The Carroll County Solid Waste District is contracting with a private company to haul residential waste, Berryville Mayor Tim McKinney said Friday, Aug. 11, but customers shouldn’t notice any change in their service.
McKinney also serves as chairman of the solid waste district’s board of directors.
“We were given 30 days notice that we could no longer take our trash to the Tontitown Landfill, because of the issues they’re having with capacity over there,” McKinney said. “They told us if we wanted to use a Waste Management landfill, we’d have to go over to Russellville which is not a good haul with big load of trash over the mountains like that. The transportation part of our business has always been the most troublesome, and disposal. We were at the mercy of landfills, and there’s a lot of federal regulations with over-the-road type stuff. So we made the decision to solicit bids to take care of our trash and haul it from our compactor station to a landfill.”
CARDS Recycling was the winning bidder, McKinney said.
“It’s actually going to save us a little money,” he said. “What we want to do is focus on our core business, which is providing trash and recycling services to as many people in Carroll County as we can. We’ve got franchising agreements with Berryville, Green Forest, Eureka Springs, Holiday Island and Alpena where we serve the whole town and we serve probably 60 to 70 percent of the whole county outside that. So we want to concentrate on that and do a better job of providing service.”
McKinney said the move is something the solid waste district did “to improve our business.”
“We just couldn’t be at the mercy of landfills anymore,” he said.
CARDS has agreements in place with landfills in Northwest Arkansas, southwest Missouri and southeast Kansas, McKinney said.
“With the volumes they have, they can negotiate it a lot better for us,” he said.
McKinney said he wanted to dispel rumors about the changes.
“The rumor got out that we sold out and everything,” he said.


The required copy runs from the first line of the material through the line containing "Image is 774x384 pixels.", exactly as written and without pictures.

*** Opening Supplied records ***

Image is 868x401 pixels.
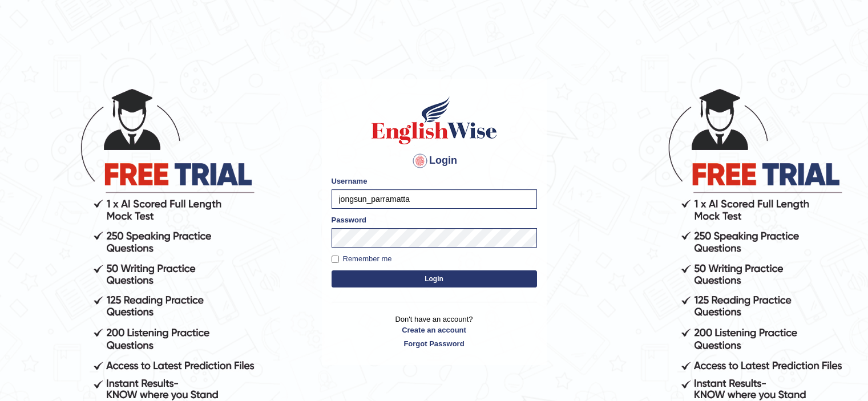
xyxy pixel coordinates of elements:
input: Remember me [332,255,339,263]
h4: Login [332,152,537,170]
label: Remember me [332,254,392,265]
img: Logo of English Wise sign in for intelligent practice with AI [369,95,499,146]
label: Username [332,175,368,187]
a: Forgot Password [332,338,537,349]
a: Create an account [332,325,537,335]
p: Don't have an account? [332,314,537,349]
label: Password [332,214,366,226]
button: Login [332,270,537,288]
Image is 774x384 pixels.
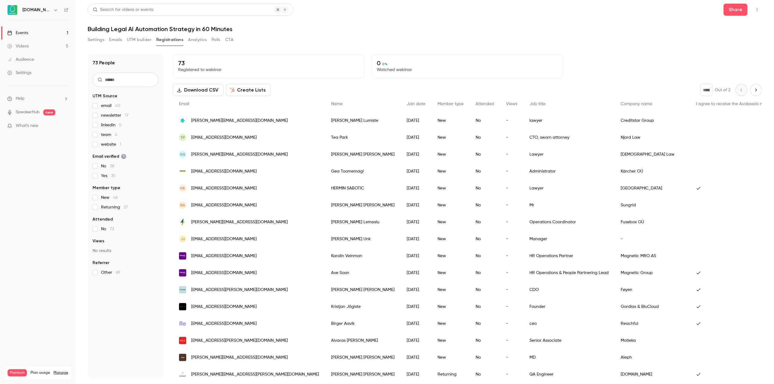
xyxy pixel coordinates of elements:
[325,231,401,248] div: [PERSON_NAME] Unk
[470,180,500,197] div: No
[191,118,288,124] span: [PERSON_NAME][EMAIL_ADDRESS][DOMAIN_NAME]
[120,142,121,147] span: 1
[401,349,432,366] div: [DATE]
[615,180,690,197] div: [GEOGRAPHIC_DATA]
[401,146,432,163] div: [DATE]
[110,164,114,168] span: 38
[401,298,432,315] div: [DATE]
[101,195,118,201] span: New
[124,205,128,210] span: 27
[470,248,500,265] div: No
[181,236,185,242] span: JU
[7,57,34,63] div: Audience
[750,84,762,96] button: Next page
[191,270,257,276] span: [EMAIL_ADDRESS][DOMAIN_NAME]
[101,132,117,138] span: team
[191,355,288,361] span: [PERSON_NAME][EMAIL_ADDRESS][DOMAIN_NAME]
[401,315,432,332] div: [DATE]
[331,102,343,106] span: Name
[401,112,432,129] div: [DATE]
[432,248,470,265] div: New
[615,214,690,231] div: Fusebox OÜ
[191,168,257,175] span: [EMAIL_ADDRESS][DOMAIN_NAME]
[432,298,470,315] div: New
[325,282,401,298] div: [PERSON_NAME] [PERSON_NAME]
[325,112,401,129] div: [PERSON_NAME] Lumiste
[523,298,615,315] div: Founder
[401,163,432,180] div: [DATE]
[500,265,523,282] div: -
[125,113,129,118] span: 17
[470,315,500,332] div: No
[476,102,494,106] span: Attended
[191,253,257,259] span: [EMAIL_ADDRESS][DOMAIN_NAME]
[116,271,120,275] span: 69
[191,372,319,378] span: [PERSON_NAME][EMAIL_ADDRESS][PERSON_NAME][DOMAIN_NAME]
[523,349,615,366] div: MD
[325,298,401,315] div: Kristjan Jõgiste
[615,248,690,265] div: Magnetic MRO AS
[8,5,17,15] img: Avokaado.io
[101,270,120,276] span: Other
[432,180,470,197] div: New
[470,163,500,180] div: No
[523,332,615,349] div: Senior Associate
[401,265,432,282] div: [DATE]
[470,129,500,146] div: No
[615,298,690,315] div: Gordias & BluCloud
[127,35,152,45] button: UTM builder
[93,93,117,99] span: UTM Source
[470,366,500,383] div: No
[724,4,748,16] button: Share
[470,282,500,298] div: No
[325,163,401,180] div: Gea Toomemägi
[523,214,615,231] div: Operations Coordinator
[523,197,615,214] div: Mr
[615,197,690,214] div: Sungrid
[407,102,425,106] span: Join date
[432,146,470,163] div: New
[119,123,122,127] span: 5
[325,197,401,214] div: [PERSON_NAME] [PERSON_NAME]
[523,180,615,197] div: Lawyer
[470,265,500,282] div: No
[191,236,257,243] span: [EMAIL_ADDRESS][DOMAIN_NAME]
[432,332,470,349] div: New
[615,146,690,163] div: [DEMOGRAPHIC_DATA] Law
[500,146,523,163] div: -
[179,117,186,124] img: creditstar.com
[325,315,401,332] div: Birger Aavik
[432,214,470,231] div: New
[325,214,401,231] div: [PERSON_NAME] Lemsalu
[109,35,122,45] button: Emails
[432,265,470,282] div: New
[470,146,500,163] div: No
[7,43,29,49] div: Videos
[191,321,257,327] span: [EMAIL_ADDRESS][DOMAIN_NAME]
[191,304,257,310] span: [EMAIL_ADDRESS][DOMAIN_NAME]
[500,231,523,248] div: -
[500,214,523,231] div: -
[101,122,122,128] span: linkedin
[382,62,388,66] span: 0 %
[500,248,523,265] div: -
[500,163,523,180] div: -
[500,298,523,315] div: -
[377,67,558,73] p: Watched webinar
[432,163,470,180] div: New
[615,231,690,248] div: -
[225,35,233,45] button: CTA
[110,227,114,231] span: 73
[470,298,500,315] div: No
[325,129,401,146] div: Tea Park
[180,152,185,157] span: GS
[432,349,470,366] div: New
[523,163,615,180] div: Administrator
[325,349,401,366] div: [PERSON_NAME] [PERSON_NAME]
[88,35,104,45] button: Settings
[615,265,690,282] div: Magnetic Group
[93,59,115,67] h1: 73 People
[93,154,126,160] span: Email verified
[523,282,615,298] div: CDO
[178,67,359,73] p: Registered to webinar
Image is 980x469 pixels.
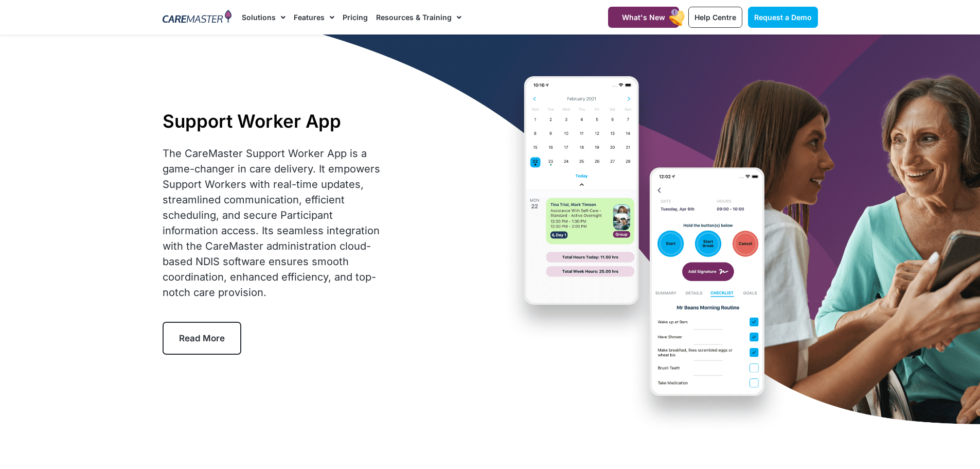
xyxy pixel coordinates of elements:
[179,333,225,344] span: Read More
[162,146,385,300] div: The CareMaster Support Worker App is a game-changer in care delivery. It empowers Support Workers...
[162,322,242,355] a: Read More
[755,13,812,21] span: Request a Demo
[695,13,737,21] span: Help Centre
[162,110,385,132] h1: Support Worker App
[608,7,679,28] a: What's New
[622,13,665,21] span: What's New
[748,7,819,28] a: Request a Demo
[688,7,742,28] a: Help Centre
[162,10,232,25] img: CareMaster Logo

*** Closing Supplied records ***

» **Response area**:
Image is 868x401 pixels.
xyxy pixel coordinates of elements:
input: Remember me [332,255,339,263]
h4: Login [332,152,537,170]
label: Remember me [332,254,392,265]
img: Logo of English Wise sign in for intelligent practice with AI [369,95,499,146]
label: Username [332,175,368,187]
a: Forgot Password [332,338,537,349]
a: Create an account [332,325,537,335]
p: Don't have an account? [332,314,537,349]
label: Password [332,214,366,226]
button: Login [332,270,537,288]
Image is 774x384 pixels.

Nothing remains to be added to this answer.